Thodoris Kouleris
Software Engineer
Laravel: Invokable Controllers
The most common controller in Laravel has an index, store and a destroy method. Maybe there is also a need for additional methods, such as update, show or a method that could start a complicated action. And many times it makes sense all of these methods to inhabit the same controller. But there is another case.
Sometimes it makes sense to have a controller that only has one method, for example a controller that will download a file. In this case, you can use an Invokable controller. An invokable controller uses the PHP magic method __invoke that allows an object to be called as a function.
1. How to create an invokable controller
Laravel, the advanced framework that it is, has a special command to create an invokable controller.
php artisan make:controller DownloadFileController --invokable
This command will create the following controller:
namespace App\Http\Controllers;
use Illuminate\Http\Request;
class DownloadFileController extends Controller
{
/**
* Handle the incoming request.
*/
public function __invoke(Request $request)
{
return "Download file...";
}
}
2. Routing
The invokable controller can make the routing cleaner due to the lack of defining a method name.
use App\Http\Controllers\DownloadFileController;
use Illuminate\Support\Facades\Route;
// No need for ['DownloadFileController', 'download']
Route::post('/download/file', DownloadFileController::class);
When to use an invokable controller
Single Responsibility Principle: An invokable controller is a good choice when you need to create a controller that only has one method, adhering to the Single Responsibility Principle.
Clean Routing: When you need to have a clean routing file.
When to avoid an invokable controller
When you have the typical CRUD controller. It doesn't make sense to have an invokable controller for each of the actions.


◆ REQUIRED WORK:
Your answer should consist of the lines in the listing that hold "Next".

#####

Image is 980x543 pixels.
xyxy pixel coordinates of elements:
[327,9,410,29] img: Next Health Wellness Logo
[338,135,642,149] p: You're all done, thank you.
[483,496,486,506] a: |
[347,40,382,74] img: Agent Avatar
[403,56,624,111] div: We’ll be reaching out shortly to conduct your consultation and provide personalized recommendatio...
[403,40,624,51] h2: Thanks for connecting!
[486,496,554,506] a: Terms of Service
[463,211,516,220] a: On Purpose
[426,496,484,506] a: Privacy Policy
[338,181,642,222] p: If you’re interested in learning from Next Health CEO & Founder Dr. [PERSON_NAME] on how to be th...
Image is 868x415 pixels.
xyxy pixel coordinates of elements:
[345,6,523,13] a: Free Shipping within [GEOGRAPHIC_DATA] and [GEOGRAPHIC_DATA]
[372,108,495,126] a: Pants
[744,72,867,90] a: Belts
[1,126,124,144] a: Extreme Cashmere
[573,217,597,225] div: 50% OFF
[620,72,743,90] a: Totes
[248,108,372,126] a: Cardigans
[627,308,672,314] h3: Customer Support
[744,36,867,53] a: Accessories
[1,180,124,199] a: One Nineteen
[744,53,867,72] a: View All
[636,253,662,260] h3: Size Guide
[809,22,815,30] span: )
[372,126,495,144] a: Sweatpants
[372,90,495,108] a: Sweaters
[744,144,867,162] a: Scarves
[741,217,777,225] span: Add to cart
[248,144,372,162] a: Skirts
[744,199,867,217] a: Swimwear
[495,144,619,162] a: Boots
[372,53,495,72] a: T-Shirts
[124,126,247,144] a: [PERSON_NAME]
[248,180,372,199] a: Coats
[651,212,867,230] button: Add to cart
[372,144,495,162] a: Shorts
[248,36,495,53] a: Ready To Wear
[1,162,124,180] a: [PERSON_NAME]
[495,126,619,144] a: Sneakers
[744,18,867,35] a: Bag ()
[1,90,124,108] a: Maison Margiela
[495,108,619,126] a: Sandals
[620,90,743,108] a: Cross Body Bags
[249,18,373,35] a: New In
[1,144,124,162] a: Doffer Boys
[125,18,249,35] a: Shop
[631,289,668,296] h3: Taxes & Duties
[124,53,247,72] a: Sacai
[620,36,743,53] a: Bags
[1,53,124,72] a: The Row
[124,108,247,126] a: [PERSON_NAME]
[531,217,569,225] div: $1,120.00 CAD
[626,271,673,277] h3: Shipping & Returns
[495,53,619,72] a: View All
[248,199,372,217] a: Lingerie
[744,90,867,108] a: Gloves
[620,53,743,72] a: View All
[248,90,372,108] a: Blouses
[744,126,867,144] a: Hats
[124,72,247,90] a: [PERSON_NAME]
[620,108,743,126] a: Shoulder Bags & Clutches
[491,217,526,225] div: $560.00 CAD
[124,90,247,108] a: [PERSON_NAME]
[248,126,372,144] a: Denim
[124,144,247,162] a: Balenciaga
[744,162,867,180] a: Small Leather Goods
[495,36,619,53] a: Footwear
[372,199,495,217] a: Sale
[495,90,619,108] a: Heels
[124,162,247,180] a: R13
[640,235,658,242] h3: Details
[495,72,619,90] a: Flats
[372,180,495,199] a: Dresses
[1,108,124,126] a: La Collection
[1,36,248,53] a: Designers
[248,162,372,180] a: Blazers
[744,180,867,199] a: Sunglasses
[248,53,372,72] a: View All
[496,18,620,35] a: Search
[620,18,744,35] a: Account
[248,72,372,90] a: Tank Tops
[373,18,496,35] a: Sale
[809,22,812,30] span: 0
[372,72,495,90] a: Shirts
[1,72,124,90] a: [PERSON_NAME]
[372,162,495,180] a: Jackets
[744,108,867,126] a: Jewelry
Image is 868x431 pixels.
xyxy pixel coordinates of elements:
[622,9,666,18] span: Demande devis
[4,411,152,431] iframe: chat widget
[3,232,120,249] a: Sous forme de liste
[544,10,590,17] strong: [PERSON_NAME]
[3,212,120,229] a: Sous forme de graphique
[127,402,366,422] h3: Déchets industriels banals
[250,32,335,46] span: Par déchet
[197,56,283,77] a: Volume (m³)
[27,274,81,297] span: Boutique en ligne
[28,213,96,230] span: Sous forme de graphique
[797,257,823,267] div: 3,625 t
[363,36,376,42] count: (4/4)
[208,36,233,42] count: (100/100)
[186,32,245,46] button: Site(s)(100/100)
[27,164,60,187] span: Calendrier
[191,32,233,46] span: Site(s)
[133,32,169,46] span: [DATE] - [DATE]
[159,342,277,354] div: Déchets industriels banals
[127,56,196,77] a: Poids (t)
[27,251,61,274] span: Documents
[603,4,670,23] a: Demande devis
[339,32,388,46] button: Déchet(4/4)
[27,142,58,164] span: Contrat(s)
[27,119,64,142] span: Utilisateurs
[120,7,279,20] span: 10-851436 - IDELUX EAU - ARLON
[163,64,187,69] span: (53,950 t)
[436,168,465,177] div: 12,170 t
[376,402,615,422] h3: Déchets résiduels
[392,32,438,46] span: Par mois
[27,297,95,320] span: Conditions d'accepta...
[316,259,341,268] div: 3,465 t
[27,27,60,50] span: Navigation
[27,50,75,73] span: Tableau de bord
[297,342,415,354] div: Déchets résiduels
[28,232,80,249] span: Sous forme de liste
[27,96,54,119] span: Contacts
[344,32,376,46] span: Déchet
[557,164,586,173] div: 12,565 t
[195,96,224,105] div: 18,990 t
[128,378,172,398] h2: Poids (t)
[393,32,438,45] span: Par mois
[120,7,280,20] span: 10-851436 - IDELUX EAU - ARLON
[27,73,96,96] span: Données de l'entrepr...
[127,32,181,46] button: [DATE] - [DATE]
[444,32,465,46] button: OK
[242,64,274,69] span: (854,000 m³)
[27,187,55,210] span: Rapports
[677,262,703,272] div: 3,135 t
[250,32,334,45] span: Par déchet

#####

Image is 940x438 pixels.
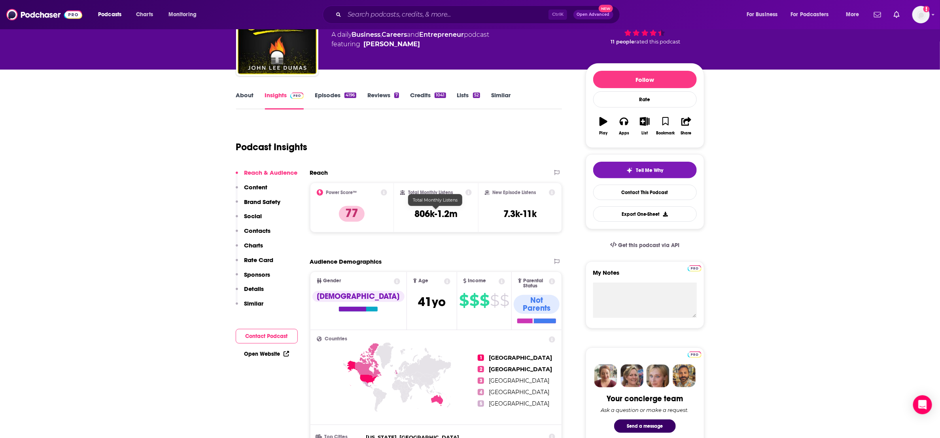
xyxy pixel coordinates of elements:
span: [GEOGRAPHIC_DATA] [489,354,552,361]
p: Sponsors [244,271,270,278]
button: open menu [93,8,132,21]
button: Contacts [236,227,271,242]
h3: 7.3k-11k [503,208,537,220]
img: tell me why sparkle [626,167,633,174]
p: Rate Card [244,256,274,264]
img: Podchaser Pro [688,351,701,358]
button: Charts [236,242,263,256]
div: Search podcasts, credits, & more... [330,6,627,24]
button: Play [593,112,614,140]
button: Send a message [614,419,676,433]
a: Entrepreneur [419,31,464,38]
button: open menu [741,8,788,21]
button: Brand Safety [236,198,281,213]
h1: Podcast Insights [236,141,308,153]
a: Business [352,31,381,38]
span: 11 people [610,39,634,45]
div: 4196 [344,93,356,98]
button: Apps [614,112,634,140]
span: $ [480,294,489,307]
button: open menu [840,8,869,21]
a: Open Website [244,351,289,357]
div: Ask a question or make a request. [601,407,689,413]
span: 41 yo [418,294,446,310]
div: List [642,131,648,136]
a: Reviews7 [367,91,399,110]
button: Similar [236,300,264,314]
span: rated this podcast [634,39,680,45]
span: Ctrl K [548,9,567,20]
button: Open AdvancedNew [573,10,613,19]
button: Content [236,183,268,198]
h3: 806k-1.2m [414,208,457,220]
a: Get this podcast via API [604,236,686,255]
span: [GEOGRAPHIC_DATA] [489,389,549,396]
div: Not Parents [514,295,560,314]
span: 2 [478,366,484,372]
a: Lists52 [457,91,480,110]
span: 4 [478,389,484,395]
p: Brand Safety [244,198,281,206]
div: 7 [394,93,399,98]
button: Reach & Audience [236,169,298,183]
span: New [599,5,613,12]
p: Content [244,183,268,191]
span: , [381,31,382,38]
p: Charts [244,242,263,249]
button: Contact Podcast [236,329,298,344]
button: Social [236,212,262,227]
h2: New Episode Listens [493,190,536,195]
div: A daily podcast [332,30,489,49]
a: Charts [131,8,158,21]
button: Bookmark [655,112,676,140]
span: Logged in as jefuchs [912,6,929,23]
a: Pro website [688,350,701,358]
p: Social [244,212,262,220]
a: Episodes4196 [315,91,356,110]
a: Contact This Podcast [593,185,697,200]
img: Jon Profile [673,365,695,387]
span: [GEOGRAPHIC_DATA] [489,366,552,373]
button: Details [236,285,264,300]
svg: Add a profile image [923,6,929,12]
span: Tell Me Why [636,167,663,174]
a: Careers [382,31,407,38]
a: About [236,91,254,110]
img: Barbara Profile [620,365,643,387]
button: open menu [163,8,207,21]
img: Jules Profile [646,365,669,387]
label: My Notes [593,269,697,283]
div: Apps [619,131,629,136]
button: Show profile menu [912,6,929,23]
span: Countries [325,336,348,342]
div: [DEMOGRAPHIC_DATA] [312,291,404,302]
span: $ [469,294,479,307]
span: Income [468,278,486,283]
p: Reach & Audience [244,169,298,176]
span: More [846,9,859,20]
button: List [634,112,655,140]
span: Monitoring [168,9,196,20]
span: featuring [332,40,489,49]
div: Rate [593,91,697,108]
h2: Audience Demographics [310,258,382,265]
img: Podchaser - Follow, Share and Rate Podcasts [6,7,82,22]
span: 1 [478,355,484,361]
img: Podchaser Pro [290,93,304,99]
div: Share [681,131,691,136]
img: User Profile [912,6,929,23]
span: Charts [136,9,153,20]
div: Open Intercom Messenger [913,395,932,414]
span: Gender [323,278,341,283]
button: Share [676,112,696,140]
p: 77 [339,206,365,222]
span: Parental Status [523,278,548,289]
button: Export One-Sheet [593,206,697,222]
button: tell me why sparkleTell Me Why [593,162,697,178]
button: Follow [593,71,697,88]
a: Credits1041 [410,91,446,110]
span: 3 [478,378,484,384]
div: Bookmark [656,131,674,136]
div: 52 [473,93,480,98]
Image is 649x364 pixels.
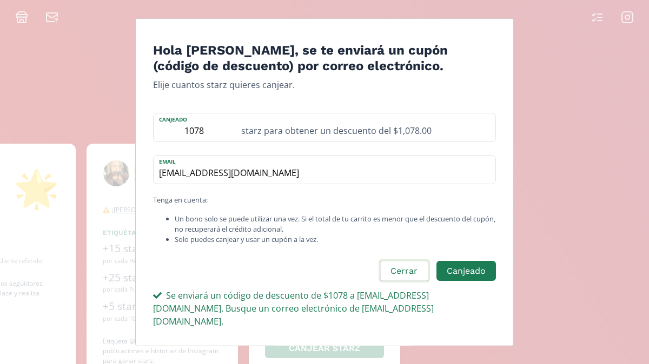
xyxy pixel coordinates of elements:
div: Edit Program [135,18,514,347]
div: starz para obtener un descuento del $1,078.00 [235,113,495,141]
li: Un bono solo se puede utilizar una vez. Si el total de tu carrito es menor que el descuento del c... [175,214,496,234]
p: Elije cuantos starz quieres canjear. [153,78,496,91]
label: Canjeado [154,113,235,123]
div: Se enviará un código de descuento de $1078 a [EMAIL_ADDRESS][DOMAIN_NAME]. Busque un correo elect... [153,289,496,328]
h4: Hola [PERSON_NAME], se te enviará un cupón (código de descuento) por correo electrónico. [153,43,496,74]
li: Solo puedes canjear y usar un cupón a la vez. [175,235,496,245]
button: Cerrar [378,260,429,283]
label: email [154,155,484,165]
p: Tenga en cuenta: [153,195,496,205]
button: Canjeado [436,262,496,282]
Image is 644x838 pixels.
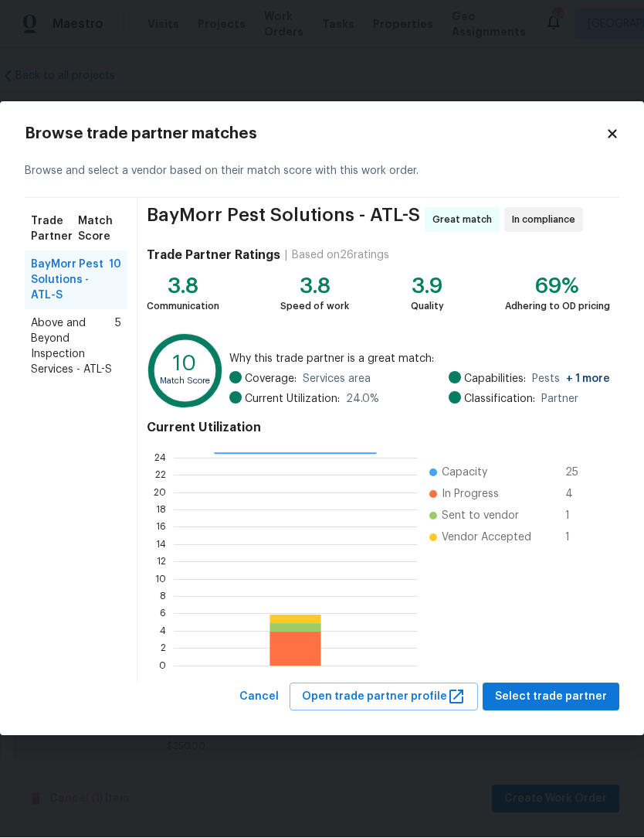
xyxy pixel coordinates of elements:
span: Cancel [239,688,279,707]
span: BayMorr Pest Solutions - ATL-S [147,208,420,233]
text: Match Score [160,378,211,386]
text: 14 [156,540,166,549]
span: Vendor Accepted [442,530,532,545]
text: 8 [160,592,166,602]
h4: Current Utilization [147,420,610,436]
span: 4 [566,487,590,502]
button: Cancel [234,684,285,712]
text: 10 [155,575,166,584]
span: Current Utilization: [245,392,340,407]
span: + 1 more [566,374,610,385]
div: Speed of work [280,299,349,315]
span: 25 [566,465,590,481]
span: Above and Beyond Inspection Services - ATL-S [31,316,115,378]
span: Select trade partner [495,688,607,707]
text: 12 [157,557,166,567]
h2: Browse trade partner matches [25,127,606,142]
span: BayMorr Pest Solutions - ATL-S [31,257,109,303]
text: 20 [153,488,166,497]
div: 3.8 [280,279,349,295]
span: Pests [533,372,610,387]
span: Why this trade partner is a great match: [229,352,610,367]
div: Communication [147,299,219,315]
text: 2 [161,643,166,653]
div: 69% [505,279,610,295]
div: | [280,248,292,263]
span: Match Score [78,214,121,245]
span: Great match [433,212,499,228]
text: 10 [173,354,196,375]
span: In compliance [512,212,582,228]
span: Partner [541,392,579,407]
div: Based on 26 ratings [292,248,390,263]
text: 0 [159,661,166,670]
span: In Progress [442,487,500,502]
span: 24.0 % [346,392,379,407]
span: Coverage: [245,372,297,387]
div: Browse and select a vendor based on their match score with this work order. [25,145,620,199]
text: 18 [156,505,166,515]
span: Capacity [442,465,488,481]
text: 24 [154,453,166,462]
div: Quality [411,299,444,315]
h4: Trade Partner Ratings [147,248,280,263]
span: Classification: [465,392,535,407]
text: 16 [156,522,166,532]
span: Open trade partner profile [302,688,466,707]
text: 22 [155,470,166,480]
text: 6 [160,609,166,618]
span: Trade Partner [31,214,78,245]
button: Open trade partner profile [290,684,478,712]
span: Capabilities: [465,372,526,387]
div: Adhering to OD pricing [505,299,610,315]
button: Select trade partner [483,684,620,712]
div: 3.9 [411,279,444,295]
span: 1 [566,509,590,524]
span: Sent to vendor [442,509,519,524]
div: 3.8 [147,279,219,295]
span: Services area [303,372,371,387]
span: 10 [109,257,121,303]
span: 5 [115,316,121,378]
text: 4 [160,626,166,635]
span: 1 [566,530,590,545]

#####

◆ EXERCISE ANSWER:
[327,9,410,29] img: Next Health Wellness Logo
[338,181,642,222] p: If you’re interested in learning from Next Health CEO & Founder Dr. [PERSON_NAME] on how to be th...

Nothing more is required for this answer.